Measuring the Effect of TDD again, but "something useful" this time.

Keith Braithwaite

Advanced Sessions Track
Scheduled Time: 
Monday 19 November 2007, 01:30 to 03:00
Room: 
Glaziers Hall, The River Room
Session type: 
workshop
Session type: 
interactive presentation
Session type: 
interactive demonstration
Intended audience and experience level: 

Developers with some exposure to TDD

Prerequisites: 

Java, TDD

Following on from demonstration and exploration and of the idea that TDD and non-TDD codebases seem to have different statistical properties (XPDay 06, Spa 07, Agile 07) , this session explores how to make use of that as a guide to refactoring in practice.

2 parts:

I Recap A quick introduction to the concept that programs exhibit various has scale-free properties, and that the distribution of cyclomatic complexity is one, and that it is demonstrably different in TDD vs non-TDD code.

II Going Further Some attendees at previous sessions on this topic have reported that refactoring has sent the metric the “right way”. An enhancement to the tool for gathering the metric presented previously will allow a drill-down to find hospots of complexity distribution oddness, these will be compared against the well-known code smells and the implications for refactoring explored.

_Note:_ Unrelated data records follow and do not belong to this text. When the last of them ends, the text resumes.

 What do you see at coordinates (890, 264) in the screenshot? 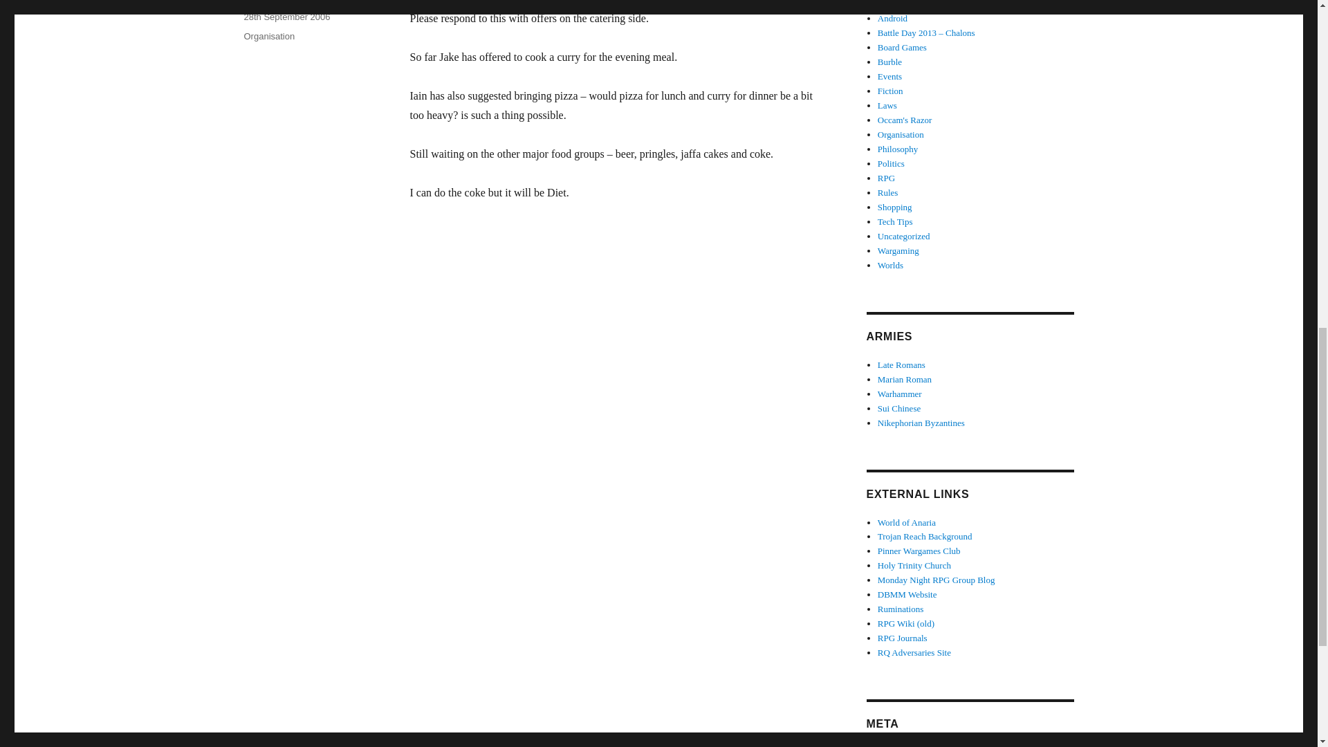
I see `Worlds` at bounding box center [890, 264].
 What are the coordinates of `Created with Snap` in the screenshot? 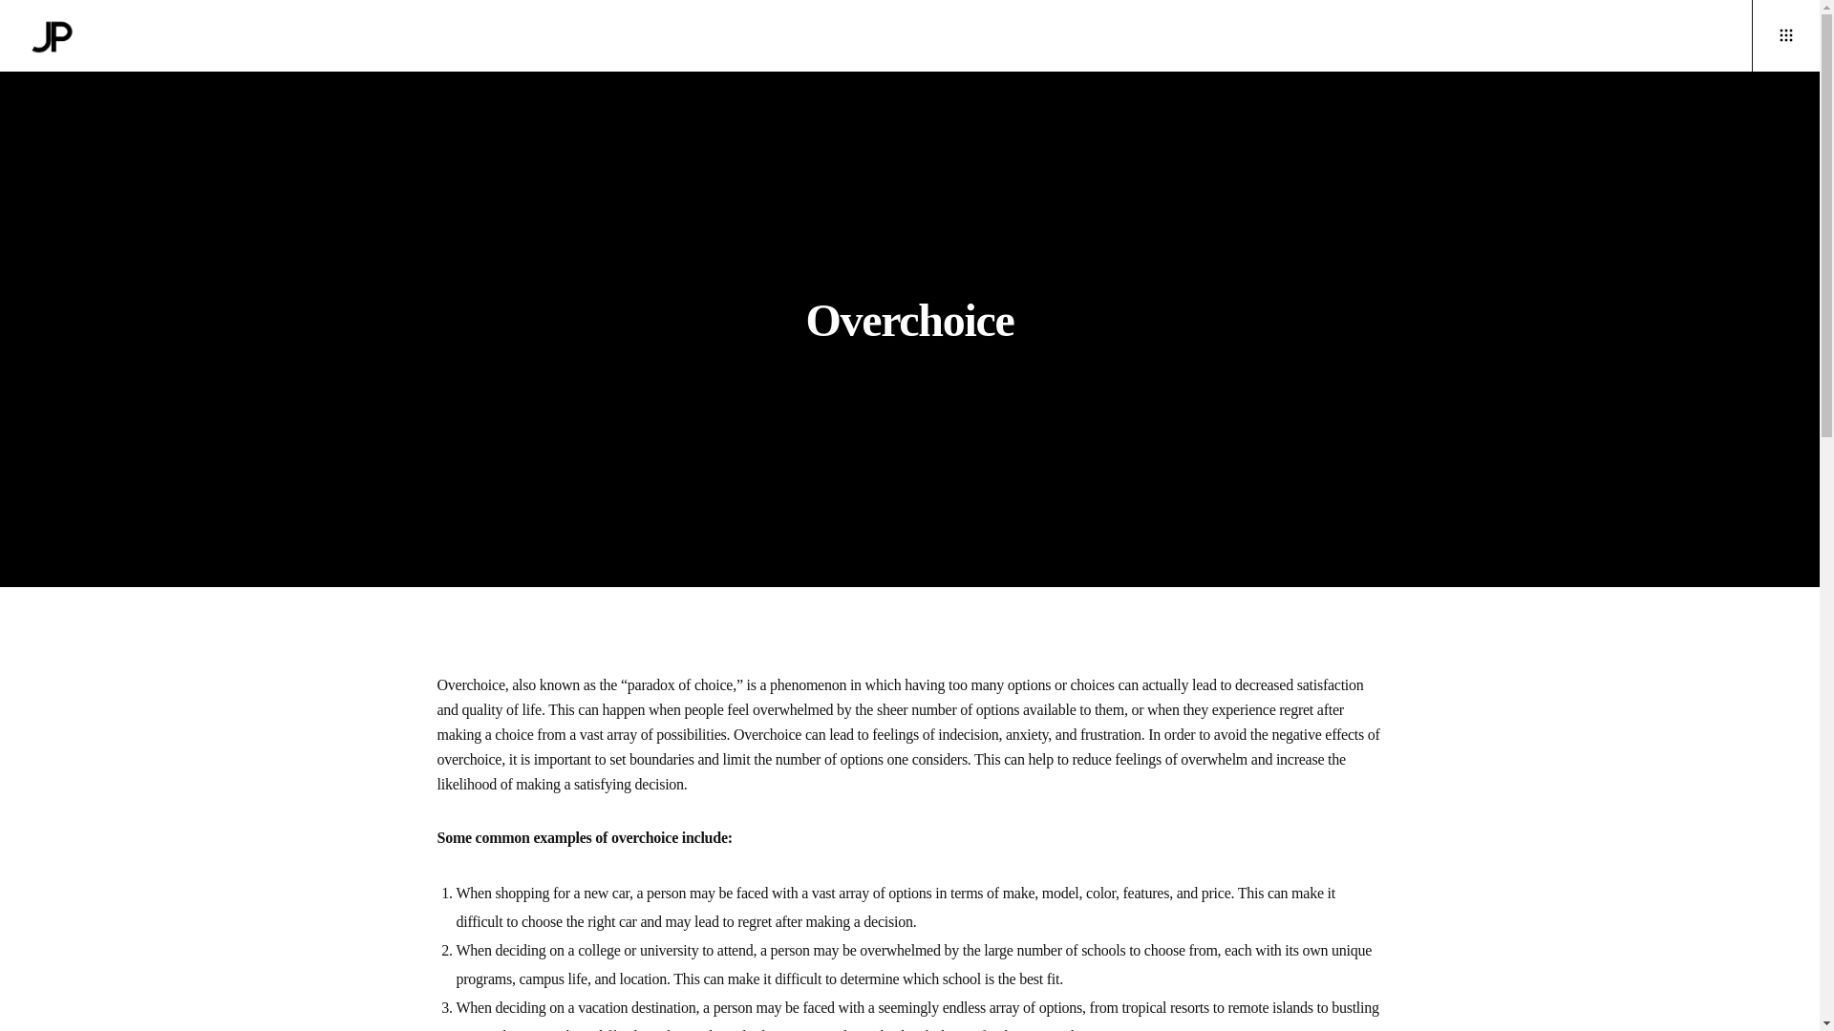 It's located at (1786, 35).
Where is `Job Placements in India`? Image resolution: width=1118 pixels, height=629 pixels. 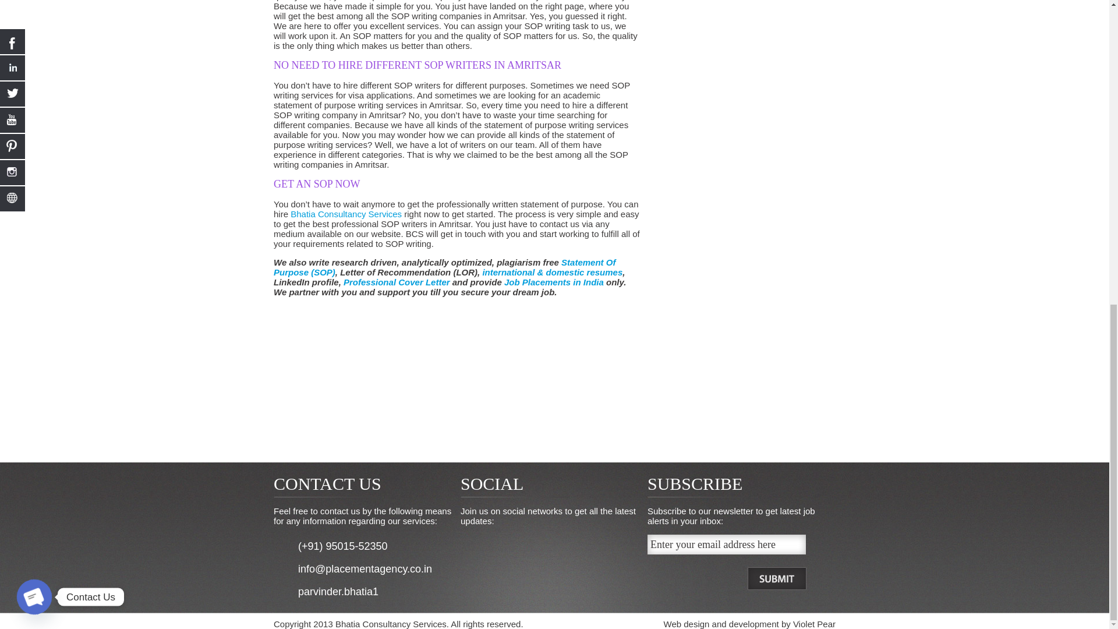 Job Placements in India is located at coordinates (553, 282).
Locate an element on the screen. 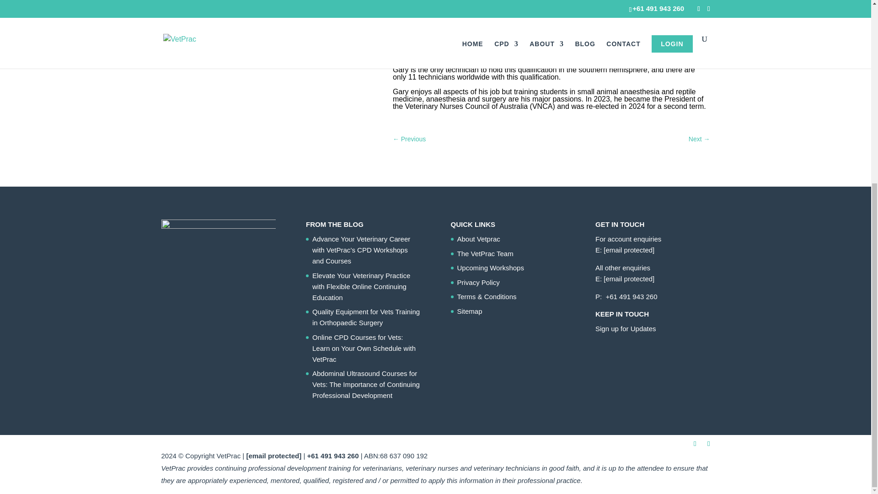  Sitemap is located at coordinates (470, 311).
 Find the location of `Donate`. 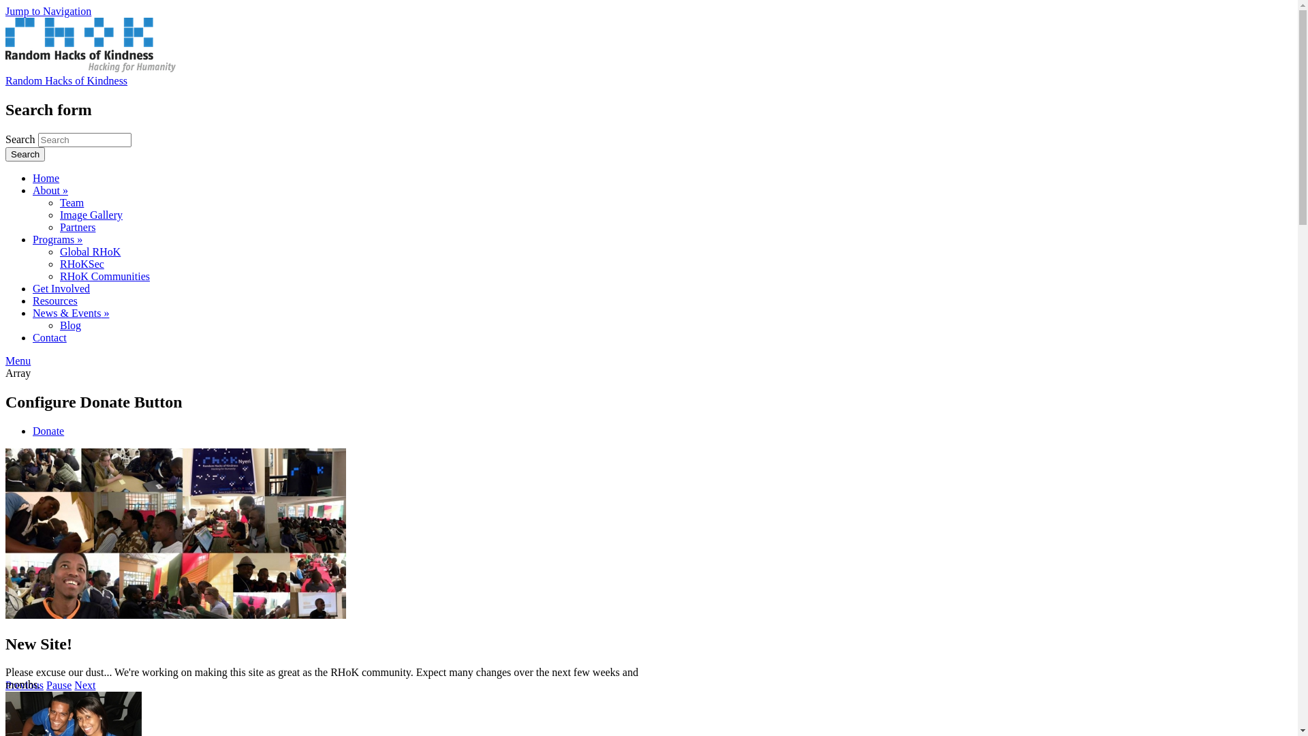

Atendees will use the tool to explore code (their own or downloaded) and discover if the metric can indeed point to candidates for refactoring. They will also look at the metric applied to their code across time and discover if the metric changes in ways consistant with their feeling for design improvement. And if so (and I’m betting that they will), discuss how they can use it to guide their deveopment effort in future.